When a Hernia Becomes Dangerous

Most hernias are not emergencies, but two complications change that. An incarcerated hernia means the protruding tissue has become trapped in the abdominal wall and can’t be pushed back in. Blood still flows to the tissue at this stage, but the situation can worsen. A strangulated hernia occurs when pressure from the surrounding muscle cuts off blood supply to the trapped tissue entirely. This is a life-threatening emergency.

Warning signs of strangulation include severe, escalating pain in the abdomen or groin that doesn’t let up, nausea and vomiting, and color changes in the skin around the bulge. The skin may first look paler than usual, then become reddish or darker. If you notice these symptoms together, you need emergency medical attention. Strangulated hernias require surgery to restore blood flow and remove any damaged tissue.

Surgical Repair and Mesh

Surgery is the only way to fix a hernia.
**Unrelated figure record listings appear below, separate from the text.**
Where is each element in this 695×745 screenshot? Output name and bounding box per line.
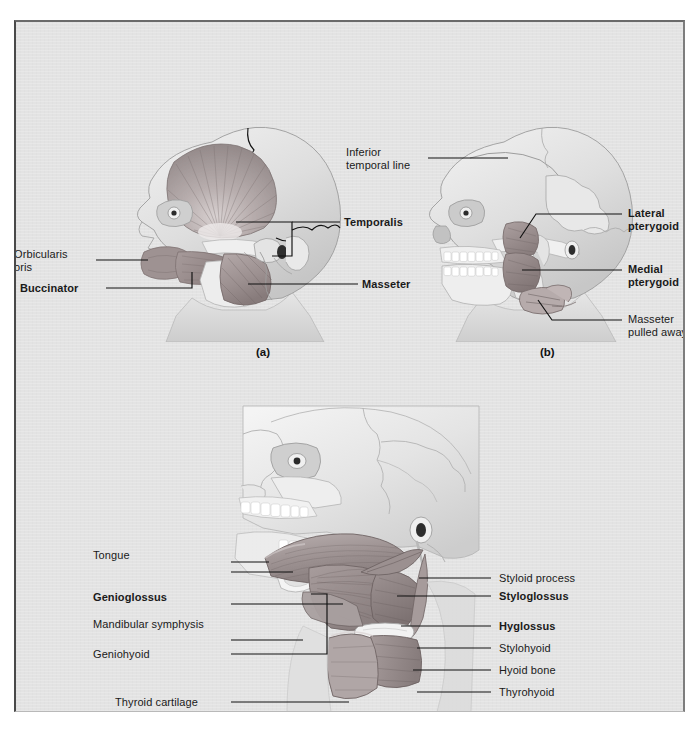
label-orbicularis-oris: Orbicularis oris [14,248,100,273]
label-buccinator: Buccinator [20,282,100,295]
panel-a-caption: (a) [256,346,270,358]
label-medial-pterygoid: Medial pterygoid [628,263,679,288]
label-styloid-process: Styloid process [499,572,575,585]
anatomy-figure-plate: Temporalis Masseter Orbicularis oris Buc… [14,20,685,712]
label-masseter-pulled-away: Masseter pulled away [628,313,685,338]
label-styloglossus: Styloglossus [499,590,569,603]
panel-c: Tongue Genioglossus Mandibular symphysis… [231,382,491,712]
label-hyglossus: Hyglossus [499,620,556,633]
label-thyrohyoid: Thyrohyoid [499,686,554,699]
label-inferior-temporal-line: Inferior temporal line [346,146,410,171]
label-mandibular-symphysis: Mandibular symphysis [93,618,213,631]
label-thyroid-cartilage: Thyroid cartilage [115,696,211,709]
label-hyoid-bone: Hyoid bone [499,664,556,677]
label-stylohyoid: Stylohyoid [499,642,551,655]
panel-b-caption: (b) [540,346,555,358]
label-geniohyoid: Geniohyoid [93,648,185,661]
label-temporalis: Temporalis [344,216,403,229]
panel-b: Inferior temporal line Lateral pterygoid… [396,102,676,342]
panel-a: Temporalis Masseter Orbicularis oris Buc… [96,102,386,342]
panel-a-illustration [96,102,386,342]
label-tongue: Tongue [93,549,179,562]
label-genioglossus: Genioglossus [93,591,187,604]
label-lateral-pterygoid: Lateral pterygoid [628,207,679,232]
panel-c-illustration [231,382,491,712]
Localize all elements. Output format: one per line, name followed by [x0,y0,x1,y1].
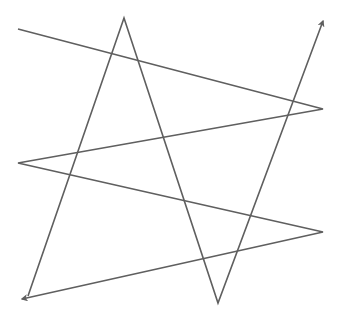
line-diagram [0,0,340,322]
polyline-zigzag [18,29,323,299]
paths-layer [18,18,323,303]
polyline-peaks [28,18,323,303]
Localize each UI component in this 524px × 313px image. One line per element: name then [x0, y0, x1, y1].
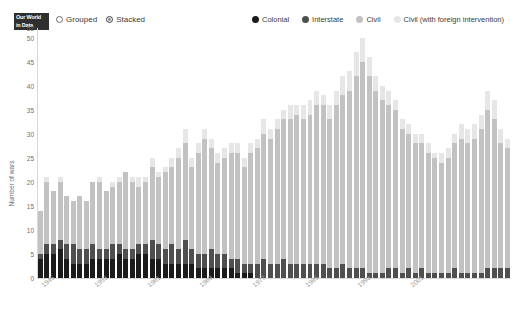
bar-column[interactable] [340, 28, 347, 278]
bar-column[interactable] [379, 28, 386, 278]
bar-column[interactable] [412, 28, 419, 278]
bar-stack [209, 139, 214, 278]
bar-segment-civil [235, 153, 240, 259]
bar-column[interactable] [228, 28, 235, 278]
bar-column[interactable] [169, 28, 176, 278]
bar-segment-civil-with-foreign-intervention [367, 57, 372, 76]
bar-column[interactable] [307, 28, 314, 278]
bar-column[interactable] [333, 28, 340, 278]
bar-column[interactable] [90, 28, 97, 278]
bar-column[interactable] [234, 28, 241, 278]
bar-column[interactable] [359, 28, 366, 278]
bar-segment-colonial [64, 259, 69, 278]
bar-column[interactable] [458, 28, 465, 278]
bar-column[interactable] [386, 28, 393, 278]
bar-column[interactable] [37, 28, 44, 278]
bar-column[interactable] [215, 28, 222, 278]
bar-stack [393, 100, 398, 278]
bar-column[interactable] [109, 28, 116, 278]
bar-column[interactable] [399, 28, 406, 278]
bar-segment-civil-with-foreign-intervention [196, 143, 201, 153]
bar-column[interactable] [353, 28, 360, 278]
bar-column[interactable] [162, 28, 169, 278]
bar-column[interactable] [63, 28, 70, 278]
bar-segment-civil [465, 143, 470, 273]
bar-column[interactable] [320, 28, 327, 278]
bar-column[interactable] [313, 28, 320, 278]
bar-column[interactable] [149, 28, 156, 278]
bar-stack [156, 172, 161, 278]
bar-segment-interstate [209, 249, 214, 268]
bar-column[interactable] [419, 28, 426, 278]
bar-column[interactable] [57, 28, 64, 278]
bar-column[interactable] [201, 28, 208, 278]
bar-column[interactable] [287, 28, 294, 278]
bar-column[interactable] [425, 28, 432, 278]
bar-column[interactable] [248, 28, 255, 278]
legend-item-civil-with-foreign-intervention[interactable]: Civil (with foreign intervention) [394, 15, 504, 24]
bar-column[interactable] [478, 28, 485, 278]
bar-column[interactable] [392, 28, 399, 278]
bar-column[interactable] [267, 28, 274, 278]
bar-column[interactable] [254, 28, 261, 278]
bar-column[interactable] [405, 28, 412, 278]
bar-column[interactable] [142, 28, 149, 278]
legend-item-interstate[interactable]: Interstate [302, 15, 343, 24]
bar-column[interactable] [129, 28, 136, 278]
bar-segment-interstate [340, 264, 345, 278]
bar-column[interactable] [175, 28, 182, 278]
bar-column[interactable] [465, 28, 472, 278]
bar-column[interactable] [372, 28, 379, 278]
bar-column[interactable] [300, 28, 307, 278]
bar-column[interactable] [445, 28, 452, 278]
radio-option-grouped[interactable]: Grouped [56, 15, 97, 24]
bar-column[interactable] [261, 28, 268, 278]
bar-stack [183, 129, 188, 278]
bar-column[interactable] [70, 28, 77, 278]
legend-item-civil[interactable]: Civil [356, 15, 380, 24]
bar-column[interactable] [274, 28, 281, 278]
bar-stack [446, 148, 451, 278]
bar-stack [432, 153, 437, 278]
bar-segment-civil [189, 167, 194, 249]
bar-column[interactable] [280, 28, 287, 278]
bar-segment-civil [58, 182, 63, 240]
bar-stack [242, 158, 247, 278]
bar-column[interactable] [497, 28, 504, 278]
bar-column[interactable] [491, 28, 498, 278]
bar-column[interactable] [326, 28, 333, 278]
bar-column[interactable] [155, 28, 162, 278]
legend-item-colonial[interactable]: Colonial [252, 15, 289, 24]
bar-column[interactable] [432, 28, 439, 278]
bar-column[interactable] [438, 28, 445, 278]
bar-column[interactable] [182, 28, 189, 278]
bar-column[interactable] [241, 28, 248, 278]
bar-column[interactable] [346, 28, 353, 278]
bar-column[interactable] [136, 28, 143, 278]
bar-segment-colonial [58, 249, 63, 278]
bar-stack [104, 191, 109, 278]
bar-column[interactable] [294, 28, 301, 278]
bar-column[interactable] [44, 28, 51, 278]
bar-column[interactable] [484, 28, 491, 278]
radio-option-stacked[interactable]: Stacked [106, 15, 145, 24]
bar-column[interactable] [366, 28, 373, 278]
bar-column[interactable] [103, 28, 110, 278]
bar-column[interactable] [50, 28, 57, 278]
bar-column[interactable] [504, 28, 511, 278]
bar-column[interactable] [221, 28, 228, 278]
bar-segment-interstate [97, 249, 102, 259]
bar-column[interactable] [195, 28, 202, 278]
y-axis-tick-label: 5 [30, 250, 34, 257]
bar-column[interactable] [116, 28, 123, 278]
bar-segment-colonial [189, 264, 194, 278]
bar-column[interactable] [76, 28, 83, 278]
bar-column[interactable] [471, 28, 478, 278]
bar-column[interactable] [96, 28, 103, 278]
bar-column[interactable] [123, 28, 130, 278]
bar-segment-interstate [222, 254, 227, 268]
bar-column[interactable] [188, 28, 195, 278]
bar-column[interactable] [451, 28, 458, 278]
bar-column[interactable] [83, 28, 90, 278]
bar-column[interactable] [208, 28, 215, 278]
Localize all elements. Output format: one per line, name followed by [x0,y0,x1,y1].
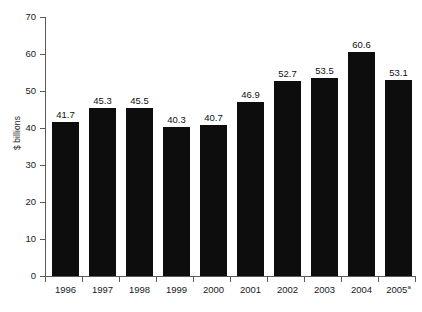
x-axis-tick [119,277,120,282]
y-axis-tick-label: 60 [25,48,36,59]
bar-value-label: 45.5 [117,95,163,106]
bar-value-label: 41.7 [43,109,89,120]
x-axis-tick [341,277,342,282]
bar [311,78,338,276]
bar-value-label: 60.6 [339,39,385,50]
y-axis-tick: 70 [40,17,46,18]
x-axis-tick [45,277,46,282]
x-axis-tick [82,277,83,282]
x-axis-category-label: 2005a [376,284,422,296]
x-axis-tick [378,277,379,282]
bar [200,125,227,276]
y-axis-tick-label: 30 [25,159,36,170]
bar-chart: $ billions 010203040506070 1996199719981… [0,0,422,312]
bar [163,127,190,276]
bar [126,108,153,276]
x-axis-tick [304,277,305,282]
bar-value-label: 46.9 [228,89,274,100]
y-axis-title: $ billions [12,93,22,173]
y-axis-tick: 30 [40,165,46,166]
x-axis-tick [193,277,194,282]
y-axis-tick-label: 40 [25,122,36,133]
footnote-marker: a [407,284,410,290]
bar-value-label: 40.7 [191,112,237,123]
y-axis-tick: 50 [40,91,46,92]
bar [89,108,116,276]
bar [274,81,301,276]
x-axis-tick [156,277,157,282]
y-axis-tick: 20 [40,202,46,203]
bar [385,80,412,276]
x-axis-tick [230,277,231,282]
bar-value-label: 53.1 [376,67,422,78]
bar [348,52,375,276]
y-axis-tick: 40 [40,128,46,129]
bar [52,122,79,276]
y-axis-tick: 60 [40,54,46,55]
x-axis-tick [267,277,268,282]
bar [237,102,264,276]
y-axis-tick-label: 70 [25,11,36,22]
y-axis-tick-label: 0 [31,270,36,281]
y-axis-tick-label: 10 [25,233,36,244]
y-axis-tick-label: 20 [25,196,36,207]
y-axis-tick-label: 50 [25,85,36,96]
x-axis-tick [415,277,416,282]
y-axis-line [45,17,46,277]
bar-value-label: 53.5 [302,65,348,76]
y-axis-tick: 10 [40,239,46,240]
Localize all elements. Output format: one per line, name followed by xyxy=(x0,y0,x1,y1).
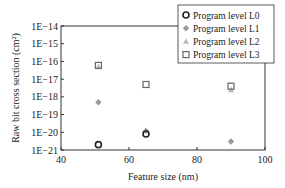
x-axis-label: Feature size (nm) xyxy=(128,171,198,183)
y-tick-label: 1E−14 xyxy=(31,21,58,32)
legend-entry: Program level L3 xyxy=(193,50,260,60)
y-tick-label: 1E−16 xyxy=(31,56,58,67)
x-tick-label: 60 xyxy=(124,154,134,165)
chart: 4060801001E−141E−151E−161E−171E−181E−191… xyxy=(0,0,285,188)
y-axis-label: Raw bit cross section (cm²) xyxy=(10,33,22,143)
data-point xyxy=(143,81,149,87)
data-point xyxy=(95,99,101,105)
data-point xyxy=(95,142,101,148)
y-tick-label: 1E−19 xyxy=(31,109,58,120)
legend-entry: Program level L0 xyxy=(193,11,260,21)
y-tick-label: 1E−15 xyxy=(31,38,58,49)
y-tick-label: 1E−17 xyxy=(31,74,58,85)
x-tick-label: 40 xyxy=(56,154,66,165)
y-tick-label: 1E−21 xyxy=(31,145,58,156)
x-tick-label: 80 xyxy=(192,154,202,165)
y-tick-label: 1E−20 xyxy=(31,127,58,138)
x-tick-label: 100 xyxy=(258,154,273,165)
legend-entry: Program level L2 xyxy=(193,37,260,47)
data-point xyxy=(228,138,234,144)
y-tick-label: 1E−18 xyxy=(31,91,58,102)
legend-entry: Program level L1 xyxy=(193,24,260,34)
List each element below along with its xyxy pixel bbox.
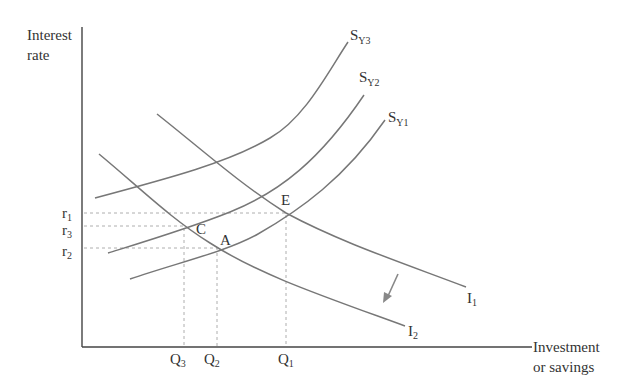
- curve-i1: [157, 114, 466, 287]
- label-sy3: SY3: [350, 27, 371, 46]
- x-axis-label-line2: or savings: [533, 359, 594, 375]
- tick-q2: Q2: [204, 351, 220, 369]
- shift-arrow-icon: [383, 274, 398, 303]
- label-i2: I2: [408, 323, 418, 341]
- label-i1: I1: [467, 290, 477, 308]
- tick-r2: r2: [62, 243, 72, 261]
- curve-sy2: [108, 95, 364, 253]
- guide-lines: [84, 213, 286, 346]
- label-sy2: SY2: [359, 69, 380, 88]
- y-axis-label-line2: rate: [27, 47, 50, 63]
- point-c-label: C: [196, 221, 206, 237]
- tick-q1: Q1: [278, 351, 294, 369]
- curve-sy3: [95, 42, 348, 198]
- curve-i2: [99, 154, 405, 326]
- tick-r3: r3: [62, 222, 72, 240]
- x-axis-label-line1: Investment: [533, 339, 600, 355]
- point-a-label: A: [220, 232, 231, 248]
- tick-q3: Q3: [170, 351, 186, 369]
- point-e-label: E: [281, 192, 290, 208]
- y-axis-label-line1: Interest: [27, 27, 73, 43]
- loanable-funds-chart: Interest rate Investment or savings r1 r…: [0, 0, 641, 391]
- label-sy1: SY1: [388, 109, 409, 128]
- tick-r1: r1: [62, 205, 72, 223]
Small, painless hernias can sometimes be monitored over time (a strategy called watchful waiting), but hernias don’t heal on their own and tend to grow larger.

The two main surgical approaches are open repair, where the surgeon makes a single incision over the hernia, and laparoscopic repair, where several small incisions allow a camera and instruments to do the work. Both methods involve pushing the protruding tissue back into place and reinforcing the weak spot. Most repairs use a synthetic mesh patch to cover the defect, though some are done with sutures alone.

A recent study of nearly 1,600 inguinal hernia repairs found that the one-year reintervention rate was 2.34% for patients who received mesh compared with 3.38% for those repaired without it. While mesh was associated with a modest reduction in the need for a second procedure, the difference was not statistically significant, suggesting both approaches can produce durable results in the right circumstances. Your surgeon will recommend the method best suited to the size and location of your hernia, your anatomy, and whether you’ve had previous repairs.

Recovery After Surgery

Most people feel noticeably better within a few days and significantly improved by one week. If your job is sedentary or involves light activity, you can typically return to work within one to two weeks. Jobs requiring heavy lifting or strenuous physical effort usually require four to six weeks off.

During recovery, you’ll need to avoid activities that strain your abdomen: jogging, weight lifting, cycling, and aerobic exercise until cleared by your surgeon. That also means skipping everyday tasks that involve heavy loads, like carrying large bags of groceries, picking up a child, lugging bags of pet food, or vacuuming. These restrictions protect the repair site while the tissue heals and help prevent recurrence.